Risk of death higher for male drivers



WASHINGTON (AP) -- That age-old stereotype about dangerous female drivers is shattered in a big new traffic analysis: Male drivers have a 77 percent higher risk of dying in a car accident than women, based on miles driven.
And the author of the research says he takes it to heart when he travels -- his wife takes the wheel.
"I put a mitt in my mouth and ride shotgun," said David Gerard, a Carnegie Mellon University researcher who co-authored a major new U.S. road risk analysis.
The study holds plenty of surprises:
The highway death rate is higher for cautious 82-year-old women than for risk-taking 16-year-old boys.
New England is the safest region for drivers -- despite all those stories about crazy Boston drivers.
The safest passenger is a youngster strapped in a car seat and being driven during morning rush hour.
Numbers don't jibe
The findings are from Traffic STATS, a detailed and searchable new risk analysis of road fatality statistics by Carnegie Mellon for the American Automobile Association.
The analysis calculates that overall, about one death occurs for every 100 million passenger miles traveled. And it shows that some long-held assumptions about safety on U.S. highways don't jibe with hard numbers.
For example, those dangerous 82-year-old women are 60 percent more likely to die on the road than a 16-year-old boy because they are so frail, said Anne McCartt, a research official at the Insurance Institute for Highway Safety, who was not part of the study.
"It's an issue not of risk-taking behavior, but of fragility," McCartt said.
Drivers aged 40 and 50 tie for the lowest risk of dying in an accident. But if you're a male out at 2 a.m. Saturday on a motorcycle in the South, you may want to take out some more insurance.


• EXERCISE OBJECTIVE: From the entries below, copy out every line with "light" in it.

• MATERIAL FOR THIS EXERCISE:
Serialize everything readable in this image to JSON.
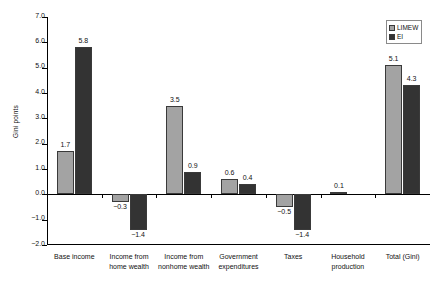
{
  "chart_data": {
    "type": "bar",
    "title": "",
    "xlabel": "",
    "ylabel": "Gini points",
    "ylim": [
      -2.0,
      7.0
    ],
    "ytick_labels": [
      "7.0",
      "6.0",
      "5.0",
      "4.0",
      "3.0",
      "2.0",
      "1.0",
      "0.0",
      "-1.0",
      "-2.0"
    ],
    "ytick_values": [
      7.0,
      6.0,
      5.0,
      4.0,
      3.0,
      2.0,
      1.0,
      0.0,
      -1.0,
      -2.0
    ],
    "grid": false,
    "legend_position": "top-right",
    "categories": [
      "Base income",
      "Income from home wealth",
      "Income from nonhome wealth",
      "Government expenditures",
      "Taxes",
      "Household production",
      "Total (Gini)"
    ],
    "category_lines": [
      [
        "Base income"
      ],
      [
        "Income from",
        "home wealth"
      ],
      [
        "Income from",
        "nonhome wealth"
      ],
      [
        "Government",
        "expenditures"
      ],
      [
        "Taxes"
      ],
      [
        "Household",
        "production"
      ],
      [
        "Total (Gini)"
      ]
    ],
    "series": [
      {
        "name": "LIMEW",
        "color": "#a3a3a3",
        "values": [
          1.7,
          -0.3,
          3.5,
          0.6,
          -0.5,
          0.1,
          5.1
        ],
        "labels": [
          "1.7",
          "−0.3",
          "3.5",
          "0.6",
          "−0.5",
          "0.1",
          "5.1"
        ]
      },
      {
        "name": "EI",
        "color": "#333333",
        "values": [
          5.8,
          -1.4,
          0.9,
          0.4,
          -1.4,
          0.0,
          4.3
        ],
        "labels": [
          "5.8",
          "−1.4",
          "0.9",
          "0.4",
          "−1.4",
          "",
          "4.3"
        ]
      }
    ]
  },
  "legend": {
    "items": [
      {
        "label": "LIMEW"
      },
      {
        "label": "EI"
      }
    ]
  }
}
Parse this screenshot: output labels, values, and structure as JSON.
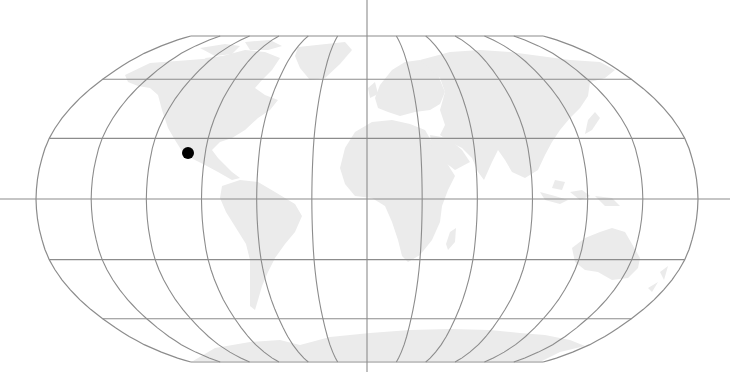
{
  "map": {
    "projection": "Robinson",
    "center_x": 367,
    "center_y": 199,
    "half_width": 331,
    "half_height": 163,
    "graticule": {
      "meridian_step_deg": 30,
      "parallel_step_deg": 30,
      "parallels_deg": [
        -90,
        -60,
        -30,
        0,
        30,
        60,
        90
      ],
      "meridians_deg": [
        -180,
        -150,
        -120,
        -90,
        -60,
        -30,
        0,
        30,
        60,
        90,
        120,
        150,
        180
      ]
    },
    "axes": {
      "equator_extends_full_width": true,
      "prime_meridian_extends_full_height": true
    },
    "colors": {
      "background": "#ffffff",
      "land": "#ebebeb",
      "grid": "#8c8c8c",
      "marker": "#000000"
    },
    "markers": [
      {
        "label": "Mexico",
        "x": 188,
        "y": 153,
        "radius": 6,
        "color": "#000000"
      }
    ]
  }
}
...
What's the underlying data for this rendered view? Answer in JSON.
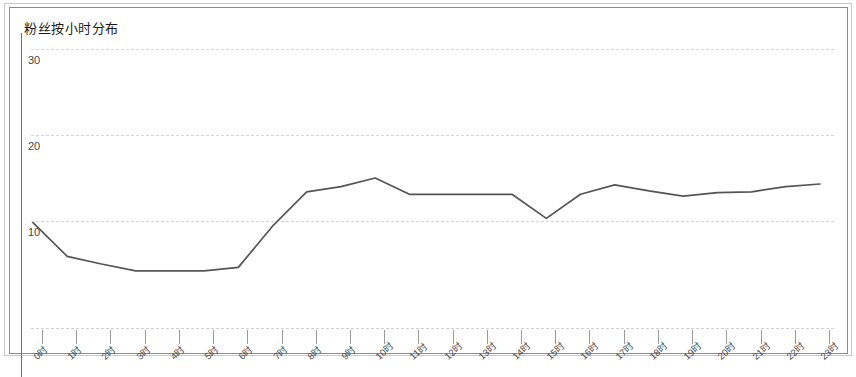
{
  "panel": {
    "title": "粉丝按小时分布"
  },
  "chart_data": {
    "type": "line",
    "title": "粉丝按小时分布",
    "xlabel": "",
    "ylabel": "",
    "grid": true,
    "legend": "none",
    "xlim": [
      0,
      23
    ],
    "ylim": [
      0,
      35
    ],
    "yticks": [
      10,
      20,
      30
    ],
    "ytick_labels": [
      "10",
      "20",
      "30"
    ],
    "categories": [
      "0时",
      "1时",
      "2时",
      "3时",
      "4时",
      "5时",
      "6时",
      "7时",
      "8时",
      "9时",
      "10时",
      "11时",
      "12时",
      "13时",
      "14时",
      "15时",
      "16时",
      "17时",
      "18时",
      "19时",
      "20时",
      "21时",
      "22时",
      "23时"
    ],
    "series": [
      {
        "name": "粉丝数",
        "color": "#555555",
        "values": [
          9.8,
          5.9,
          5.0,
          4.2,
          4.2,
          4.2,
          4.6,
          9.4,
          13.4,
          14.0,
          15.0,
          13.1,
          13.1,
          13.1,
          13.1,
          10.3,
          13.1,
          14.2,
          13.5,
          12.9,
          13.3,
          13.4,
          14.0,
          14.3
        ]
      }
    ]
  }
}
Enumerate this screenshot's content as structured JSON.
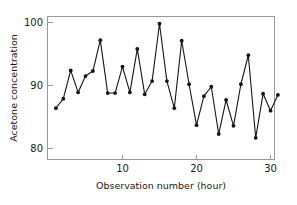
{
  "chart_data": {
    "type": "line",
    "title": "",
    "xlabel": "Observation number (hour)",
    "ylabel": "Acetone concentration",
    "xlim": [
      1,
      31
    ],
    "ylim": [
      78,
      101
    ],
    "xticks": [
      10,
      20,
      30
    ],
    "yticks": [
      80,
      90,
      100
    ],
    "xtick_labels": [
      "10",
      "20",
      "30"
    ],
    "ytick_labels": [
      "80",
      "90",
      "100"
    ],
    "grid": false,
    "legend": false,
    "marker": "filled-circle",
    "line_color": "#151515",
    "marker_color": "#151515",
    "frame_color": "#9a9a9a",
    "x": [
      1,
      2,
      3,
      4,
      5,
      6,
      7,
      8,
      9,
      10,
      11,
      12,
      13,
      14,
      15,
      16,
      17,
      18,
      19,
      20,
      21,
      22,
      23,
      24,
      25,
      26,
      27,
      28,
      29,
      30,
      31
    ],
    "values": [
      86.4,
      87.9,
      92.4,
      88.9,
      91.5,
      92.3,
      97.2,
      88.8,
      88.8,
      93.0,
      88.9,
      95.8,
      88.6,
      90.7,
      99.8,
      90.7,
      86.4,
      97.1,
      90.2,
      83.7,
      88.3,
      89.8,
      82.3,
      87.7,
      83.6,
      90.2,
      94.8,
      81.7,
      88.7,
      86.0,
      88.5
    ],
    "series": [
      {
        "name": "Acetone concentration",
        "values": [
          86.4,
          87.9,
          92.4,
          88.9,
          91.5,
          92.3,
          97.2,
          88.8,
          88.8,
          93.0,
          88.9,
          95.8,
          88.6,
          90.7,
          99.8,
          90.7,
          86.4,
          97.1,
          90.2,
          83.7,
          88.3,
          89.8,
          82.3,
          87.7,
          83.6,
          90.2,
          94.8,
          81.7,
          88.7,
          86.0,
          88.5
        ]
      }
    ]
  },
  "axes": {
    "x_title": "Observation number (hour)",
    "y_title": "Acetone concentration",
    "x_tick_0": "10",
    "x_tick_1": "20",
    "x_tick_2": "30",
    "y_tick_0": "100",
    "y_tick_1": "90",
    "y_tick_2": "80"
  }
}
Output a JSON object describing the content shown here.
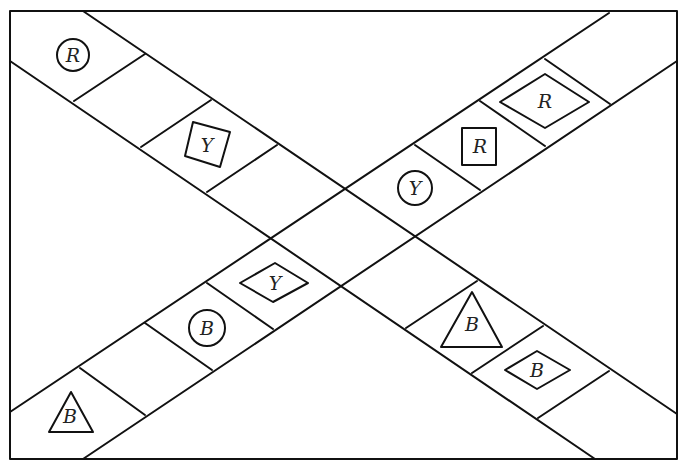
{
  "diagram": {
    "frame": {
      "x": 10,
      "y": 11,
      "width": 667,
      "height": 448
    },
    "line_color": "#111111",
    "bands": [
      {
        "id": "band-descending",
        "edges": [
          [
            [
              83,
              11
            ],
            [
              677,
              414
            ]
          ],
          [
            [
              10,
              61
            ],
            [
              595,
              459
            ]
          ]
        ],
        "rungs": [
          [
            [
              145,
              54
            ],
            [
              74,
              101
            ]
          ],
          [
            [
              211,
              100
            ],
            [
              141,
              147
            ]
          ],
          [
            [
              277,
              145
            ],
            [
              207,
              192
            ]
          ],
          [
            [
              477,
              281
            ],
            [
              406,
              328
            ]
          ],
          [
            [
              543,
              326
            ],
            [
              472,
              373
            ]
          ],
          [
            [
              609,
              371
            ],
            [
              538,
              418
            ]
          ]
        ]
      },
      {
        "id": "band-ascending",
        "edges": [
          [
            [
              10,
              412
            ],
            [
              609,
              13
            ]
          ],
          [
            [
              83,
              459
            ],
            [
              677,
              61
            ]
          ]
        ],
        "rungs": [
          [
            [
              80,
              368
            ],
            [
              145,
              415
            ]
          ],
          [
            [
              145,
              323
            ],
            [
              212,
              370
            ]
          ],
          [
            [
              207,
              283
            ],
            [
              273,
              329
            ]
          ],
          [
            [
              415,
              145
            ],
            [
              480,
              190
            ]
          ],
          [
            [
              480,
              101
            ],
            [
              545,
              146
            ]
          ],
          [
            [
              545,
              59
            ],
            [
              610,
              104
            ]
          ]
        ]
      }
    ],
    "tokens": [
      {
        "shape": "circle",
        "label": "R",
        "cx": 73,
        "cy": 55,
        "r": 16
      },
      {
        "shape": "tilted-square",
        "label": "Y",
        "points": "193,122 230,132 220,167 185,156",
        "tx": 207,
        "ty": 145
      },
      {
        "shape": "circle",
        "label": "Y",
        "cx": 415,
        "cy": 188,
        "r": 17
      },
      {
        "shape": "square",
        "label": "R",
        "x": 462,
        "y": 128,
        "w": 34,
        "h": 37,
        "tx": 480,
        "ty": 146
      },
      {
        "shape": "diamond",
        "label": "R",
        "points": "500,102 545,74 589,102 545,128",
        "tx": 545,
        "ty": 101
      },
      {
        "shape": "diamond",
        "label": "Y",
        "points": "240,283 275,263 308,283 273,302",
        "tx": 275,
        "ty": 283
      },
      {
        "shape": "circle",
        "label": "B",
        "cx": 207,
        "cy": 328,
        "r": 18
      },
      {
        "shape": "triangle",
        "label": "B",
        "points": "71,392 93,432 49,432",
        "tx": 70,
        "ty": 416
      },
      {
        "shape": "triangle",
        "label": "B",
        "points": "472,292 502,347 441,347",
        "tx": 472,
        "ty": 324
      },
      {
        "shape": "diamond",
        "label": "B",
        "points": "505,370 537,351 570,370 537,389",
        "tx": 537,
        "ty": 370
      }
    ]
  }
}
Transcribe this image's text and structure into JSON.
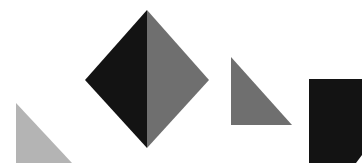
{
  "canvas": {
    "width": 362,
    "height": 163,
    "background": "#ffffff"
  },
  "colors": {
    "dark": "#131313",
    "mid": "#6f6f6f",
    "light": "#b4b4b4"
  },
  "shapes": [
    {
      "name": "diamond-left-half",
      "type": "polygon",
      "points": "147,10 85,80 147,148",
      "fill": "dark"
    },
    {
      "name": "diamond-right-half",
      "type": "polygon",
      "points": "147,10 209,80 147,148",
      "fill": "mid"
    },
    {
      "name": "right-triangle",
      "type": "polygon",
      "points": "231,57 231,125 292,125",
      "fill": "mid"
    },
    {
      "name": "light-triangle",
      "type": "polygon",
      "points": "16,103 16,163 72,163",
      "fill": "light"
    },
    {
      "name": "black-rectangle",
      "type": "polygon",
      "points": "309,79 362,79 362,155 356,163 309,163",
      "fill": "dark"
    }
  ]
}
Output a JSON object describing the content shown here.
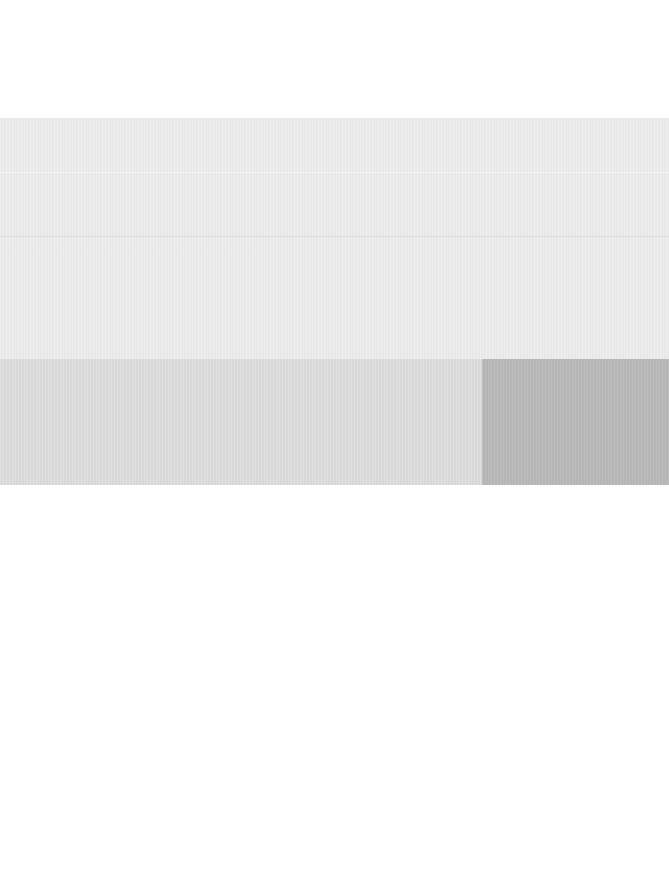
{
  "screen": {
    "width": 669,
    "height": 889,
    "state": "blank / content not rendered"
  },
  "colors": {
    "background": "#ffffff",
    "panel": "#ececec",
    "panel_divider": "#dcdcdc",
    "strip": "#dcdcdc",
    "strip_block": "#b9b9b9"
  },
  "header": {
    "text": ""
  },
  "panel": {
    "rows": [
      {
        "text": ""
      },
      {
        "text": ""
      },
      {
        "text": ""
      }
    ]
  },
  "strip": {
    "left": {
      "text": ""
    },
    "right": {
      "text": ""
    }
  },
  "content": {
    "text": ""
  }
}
...
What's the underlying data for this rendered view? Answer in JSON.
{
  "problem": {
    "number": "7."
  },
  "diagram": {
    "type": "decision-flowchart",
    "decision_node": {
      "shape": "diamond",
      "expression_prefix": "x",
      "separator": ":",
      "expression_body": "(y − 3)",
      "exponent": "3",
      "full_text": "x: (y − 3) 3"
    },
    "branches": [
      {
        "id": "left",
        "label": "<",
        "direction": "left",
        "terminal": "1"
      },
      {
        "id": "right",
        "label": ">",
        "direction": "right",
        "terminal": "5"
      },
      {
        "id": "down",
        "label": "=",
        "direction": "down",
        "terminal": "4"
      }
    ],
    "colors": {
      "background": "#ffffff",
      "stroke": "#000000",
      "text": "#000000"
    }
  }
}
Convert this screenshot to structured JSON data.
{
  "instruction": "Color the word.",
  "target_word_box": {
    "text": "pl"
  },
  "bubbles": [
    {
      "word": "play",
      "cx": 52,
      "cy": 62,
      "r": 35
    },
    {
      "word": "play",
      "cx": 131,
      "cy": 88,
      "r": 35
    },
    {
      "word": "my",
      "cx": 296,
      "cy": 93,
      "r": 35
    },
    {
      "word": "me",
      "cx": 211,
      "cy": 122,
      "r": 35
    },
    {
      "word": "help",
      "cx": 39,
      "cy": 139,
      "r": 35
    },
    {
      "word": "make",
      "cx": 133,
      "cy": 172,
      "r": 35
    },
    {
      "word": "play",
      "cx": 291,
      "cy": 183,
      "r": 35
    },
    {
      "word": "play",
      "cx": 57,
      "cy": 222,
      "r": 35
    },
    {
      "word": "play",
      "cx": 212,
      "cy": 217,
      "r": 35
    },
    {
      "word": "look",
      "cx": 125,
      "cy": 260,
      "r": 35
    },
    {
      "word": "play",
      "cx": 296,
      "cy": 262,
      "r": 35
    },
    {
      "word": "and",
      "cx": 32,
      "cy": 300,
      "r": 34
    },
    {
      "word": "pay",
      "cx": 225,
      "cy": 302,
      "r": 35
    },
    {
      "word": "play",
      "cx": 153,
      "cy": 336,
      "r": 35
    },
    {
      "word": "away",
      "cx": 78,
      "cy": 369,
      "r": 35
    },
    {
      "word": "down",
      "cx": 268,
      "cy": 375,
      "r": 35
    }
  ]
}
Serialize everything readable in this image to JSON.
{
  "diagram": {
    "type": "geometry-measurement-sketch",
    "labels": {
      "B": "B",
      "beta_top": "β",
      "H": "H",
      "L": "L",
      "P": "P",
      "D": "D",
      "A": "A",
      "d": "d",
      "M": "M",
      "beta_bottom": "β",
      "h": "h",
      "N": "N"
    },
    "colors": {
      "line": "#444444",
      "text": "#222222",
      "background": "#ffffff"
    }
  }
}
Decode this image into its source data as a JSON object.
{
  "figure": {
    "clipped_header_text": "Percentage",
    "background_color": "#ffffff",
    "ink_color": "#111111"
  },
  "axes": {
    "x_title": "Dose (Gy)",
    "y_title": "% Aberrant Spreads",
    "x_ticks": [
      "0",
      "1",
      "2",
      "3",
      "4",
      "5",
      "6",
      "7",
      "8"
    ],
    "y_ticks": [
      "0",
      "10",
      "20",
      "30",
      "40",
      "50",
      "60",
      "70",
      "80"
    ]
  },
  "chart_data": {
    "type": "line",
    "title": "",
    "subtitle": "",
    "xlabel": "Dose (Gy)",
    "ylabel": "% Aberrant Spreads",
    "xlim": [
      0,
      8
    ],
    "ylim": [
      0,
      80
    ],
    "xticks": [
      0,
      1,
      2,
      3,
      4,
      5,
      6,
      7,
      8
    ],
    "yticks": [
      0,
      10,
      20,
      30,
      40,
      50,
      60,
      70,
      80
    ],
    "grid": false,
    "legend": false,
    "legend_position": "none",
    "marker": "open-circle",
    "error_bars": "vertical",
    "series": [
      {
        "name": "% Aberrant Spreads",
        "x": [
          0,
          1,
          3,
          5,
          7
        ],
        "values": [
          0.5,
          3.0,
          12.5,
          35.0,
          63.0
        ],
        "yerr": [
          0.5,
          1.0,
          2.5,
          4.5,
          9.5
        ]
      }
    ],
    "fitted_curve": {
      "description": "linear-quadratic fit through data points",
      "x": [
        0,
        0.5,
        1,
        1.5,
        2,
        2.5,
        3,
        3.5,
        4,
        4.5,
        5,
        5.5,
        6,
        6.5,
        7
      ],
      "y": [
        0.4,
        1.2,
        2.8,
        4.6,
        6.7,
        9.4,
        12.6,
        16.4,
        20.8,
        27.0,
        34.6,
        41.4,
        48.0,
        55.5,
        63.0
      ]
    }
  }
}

• EXERCISE RESULT:
    "light": "#b4b4b4"
      "name": "light-triangle",
      "fill": "light"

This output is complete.